Sixteen-year-old Otto III is crowned Holy Roman Emperor.

Otto III was the Holy Roman emperor and King of Italy from 996 until his death in 1002. A member of the Ottonian dynasty, Otto III was the only son of Emperor Otto II and his wife Theophanu.


21/05/0879

Pope John VIII gives blessings to Branimir of Croatia and to the Croatian people, considered to be international recognition of the Croatian state.

Pope John VIII was the bishop of Rome and ruler of the Papal States from 14 December 872 to his death. He is often considered one of the most able popes of the 9th century.


21/05/0878

Syracuse, Sicily, is captured by the Muslim Aghlabids after a nine-month siege.

Syracuse is a city and municipality, capital of the free municipal consortium of the same name, located in the autonomous region of Sicily in Southern Italy. As of 2025, with a population of 115,636, it is the fourth most populous city in Sicily, following Palermo, Catania, and Messina.


21/05/0293

Roman Emperors Diocletian and Maximian appoint Galerius as Caesar to Diocletian, beginning the period of four rulers known as the Tetrarchy.
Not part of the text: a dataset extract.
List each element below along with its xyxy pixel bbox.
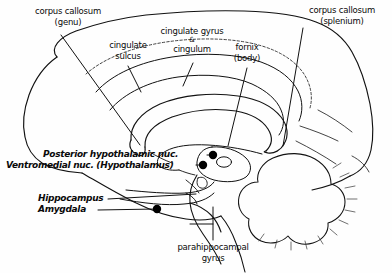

Diocletian, nicknamed Jovius, was Roman emperor from 284 until his abdication in 305. He was born Diocles to a family of low status in the Roman province of Dalmatia. As with other Illyrian soldiers of the period, Diocles rose through the ranks of the military early in his career, serving under Aurelian and Probus, and eventually becoming a cavalry commander for the army of Emperor Carus. After the deaths of Carus and his son Numerian on a campaign in Persia, Diocles was proclaimed emperor by the troops, taking the name "Diocletianus". The title was also claimed by Carus's surviving son, Carinus, but Diocletian defeated him in the Battle of the Margus.